Citizenship by Investment Programs of the Caribbean are under the threat no matter how hard they work on the procedure. Feels like nobody is ready to listen to the arguments including EU.
On 18th of March 2022 the creation of a regional Citizenship by Investment Program (CIP) regulatory body has been proposed by Cabinet of Antigua and Barbuda. This development follows the announcement by the European Union (EU) last Wednesday that it is considering removing visa-free travel to the Schengen Area from countries that currently have CIPs.
Cabinet spokesperson Melford Nicholas believes a regional response addressing the EU’s CIP concerns would signify compliance, and disclosed that Ambassador Colin Murdoch is currently in Geneva assisting the process with the European Union on this particular matter.
“It will be a response to the issues they have raised and it will be to demonstrate, over and above anything else, our intent to be compliant and sympathetic to issues that they may raise in terms of their own internal security,” Nicholas said during this week’s post-Cabinet press briefing.
“We can diversify our own offering to ensure that we will still be attractive to investors and investment from other jurisdictions where they may be precluded from obtaining citizenship, but they may well look favorably upon the residency program,” he said.

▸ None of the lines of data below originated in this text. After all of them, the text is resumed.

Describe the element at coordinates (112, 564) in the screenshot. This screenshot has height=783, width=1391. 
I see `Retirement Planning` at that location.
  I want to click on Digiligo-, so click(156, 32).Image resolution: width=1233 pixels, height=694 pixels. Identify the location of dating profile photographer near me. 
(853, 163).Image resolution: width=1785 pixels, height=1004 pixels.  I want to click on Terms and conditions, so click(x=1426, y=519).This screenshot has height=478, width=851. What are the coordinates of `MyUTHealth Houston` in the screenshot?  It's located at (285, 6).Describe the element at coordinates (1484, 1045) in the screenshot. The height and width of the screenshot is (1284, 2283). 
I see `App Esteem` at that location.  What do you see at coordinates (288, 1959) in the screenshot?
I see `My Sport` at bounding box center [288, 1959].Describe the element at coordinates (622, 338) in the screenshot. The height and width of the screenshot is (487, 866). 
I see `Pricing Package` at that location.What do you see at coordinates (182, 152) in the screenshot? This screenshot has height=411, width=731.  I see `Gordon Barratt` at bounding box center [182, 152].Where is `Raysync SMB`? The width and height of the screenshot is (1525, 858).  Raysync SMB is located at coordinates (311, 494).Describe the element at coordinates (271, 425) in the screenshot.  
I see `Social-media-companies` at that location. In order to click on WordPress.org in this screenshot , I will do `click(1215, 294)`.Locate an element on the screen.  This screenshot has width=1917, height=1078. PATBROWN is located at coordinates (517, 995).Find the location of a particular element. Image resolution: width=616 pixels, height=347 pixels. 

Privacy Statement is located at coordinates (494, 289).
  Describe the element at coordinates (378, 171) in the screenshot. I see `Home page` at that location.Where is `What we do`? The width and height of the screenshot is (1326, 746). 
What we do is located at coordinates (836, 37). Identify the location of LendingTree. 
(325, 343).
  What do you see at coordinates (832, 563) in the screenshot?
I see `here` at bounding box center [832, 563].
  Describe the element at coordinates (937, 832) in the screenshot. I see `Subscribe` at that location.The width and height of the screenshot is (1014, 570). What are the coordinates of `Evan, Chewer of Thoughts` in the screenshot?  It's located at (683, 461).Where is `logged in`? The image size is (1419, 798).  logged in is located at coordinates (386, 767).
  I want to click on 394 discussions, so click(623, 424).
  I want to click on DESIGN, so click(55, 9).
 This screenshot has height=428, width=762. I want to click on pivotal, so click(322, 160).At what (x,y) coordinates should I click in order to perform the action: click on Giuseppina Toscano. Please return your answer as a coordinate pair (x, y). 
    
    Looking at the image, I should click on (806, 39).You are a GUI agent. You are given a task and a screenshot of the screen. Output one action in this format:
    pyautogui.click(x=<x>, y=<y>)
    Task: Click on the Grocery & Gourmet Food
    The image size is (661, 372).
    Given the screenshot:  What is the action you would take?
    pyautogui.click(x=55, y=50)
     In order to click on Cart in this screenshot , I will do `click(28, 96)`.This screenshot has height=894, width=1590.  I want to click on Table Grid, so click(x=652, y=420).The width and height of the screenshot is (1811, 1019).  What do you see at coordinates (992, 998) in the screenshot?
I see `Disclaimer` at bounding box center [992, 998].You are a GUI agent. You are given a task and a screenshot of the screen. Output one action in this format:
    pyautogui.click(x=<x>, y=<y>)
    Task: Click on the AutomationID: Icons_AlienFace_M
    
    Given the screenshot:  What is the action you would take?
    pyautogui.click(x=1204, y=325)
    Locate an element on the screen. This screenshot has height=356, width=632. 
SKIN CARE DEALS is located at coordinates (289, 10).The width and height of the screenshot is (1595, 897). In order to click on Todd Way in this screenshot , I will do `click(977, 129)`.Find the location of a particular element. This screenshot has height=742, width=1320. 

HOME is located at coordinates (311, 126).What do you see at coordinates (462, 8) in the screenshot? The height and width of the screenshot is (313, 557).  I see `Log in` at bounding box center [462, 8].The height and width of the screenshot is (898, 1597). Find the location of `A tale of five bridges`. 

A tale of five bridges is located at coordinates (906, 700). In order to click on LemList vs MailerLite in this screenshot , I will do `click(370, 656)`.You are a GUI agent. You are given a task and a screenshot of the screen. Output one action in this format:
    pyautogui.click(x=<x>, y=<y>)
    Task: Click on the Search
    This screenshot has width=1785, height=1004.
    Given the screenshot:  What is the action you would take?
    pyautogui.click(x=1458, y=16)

The spokesmen’s comments refer to the recent bevy of statements in the European Parliament painting citizenship by investment programs as a “backdoor to Europe” and potential security/money laundering risk, despite the exhaustive due diligence checks (and the relatively small number of participants) in these programs.
Meanwhile, the government is looking to widen Antigua and Barbuda’s CIP portfolio to increase the likelihood of investors seizing the opportunity to live in a country that offers several physical and mental health benefits while possibly working abroad as digital nomads.
Earlier this week, Antiguan prime minister Gastone Browne indicated Caribbean citizenship by Investment jurisdiction were being pressures to choose between either keeping their CBI programs or their visa-free access to Schengen, which prompted him to write letters to the EU parliamentarians and US congressmen to underscore the economically crucial role CIPs play in the region.
Note that in 2020, while both the European Commission and the European Parliament went to some length to characterize the stream of less-than-a-thousand individuals naturalized annually in the EU though citizenship by investment programs as a surreptitious menace, while simultaneously granting citizenships to 729,013 third-country nationals (like Marocco, Syria, Albania) in 2020, employing far less stringent background checks than those used with CIP’s.